Gregory Betts’ introduction to the collection highlights her formal diversity and her unique combination of feminist and avant-garde affinities. He connects the geographies of her life — including Northern Ontario where she was raised, downtown Toronto where she studied with cutting-edge authors and artists like bpNichol and Michael Snow, and Montreal where she integrated with the country’s leading feminist authors and thinkers — with her polyphonic experimentation. While traversing the problem of bifurcated identities, Christakos is funny at a deeply semiotic level, wickedly wry, exposing something about the way we think by examining the way we speak of it.
In her afterword, Christakos maps out a philosophy of writing that highlights her self-consciousness of the foibles of language but also deep concern for the themes she writes about, including her career-length exploration of self-discovery, hetero-, queer and bi-sexual sexualities, motherhood, self-care, and linguistic alienation. Indeed, Margaret Christakos is a whole-body poet, writing with the materiality of language about the movement of interior thought to embodied experience in the world.

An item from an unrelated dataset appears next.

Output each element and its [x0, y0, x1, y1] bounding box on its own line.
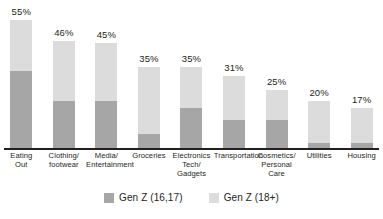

Margaret Christakos has published nine collections of poetry, a novel, and a collection of creative memoir. She is Canada Council Writer in Residence at the University of Western Ontario in 2016/2017. She lives in Toronto. Find her on Twitter @MChristakos
Gregory Betts is the Chancellor's Chair for Research Excellence at Brock University and the director of the Centre for Canadian Studies. He is the author of Avant-Garde Canadian Literature: The Early Manifestations (2013) as well as six books of experimental poetry. He is currently the artistic director of the Festival of Readers in St. Catharines.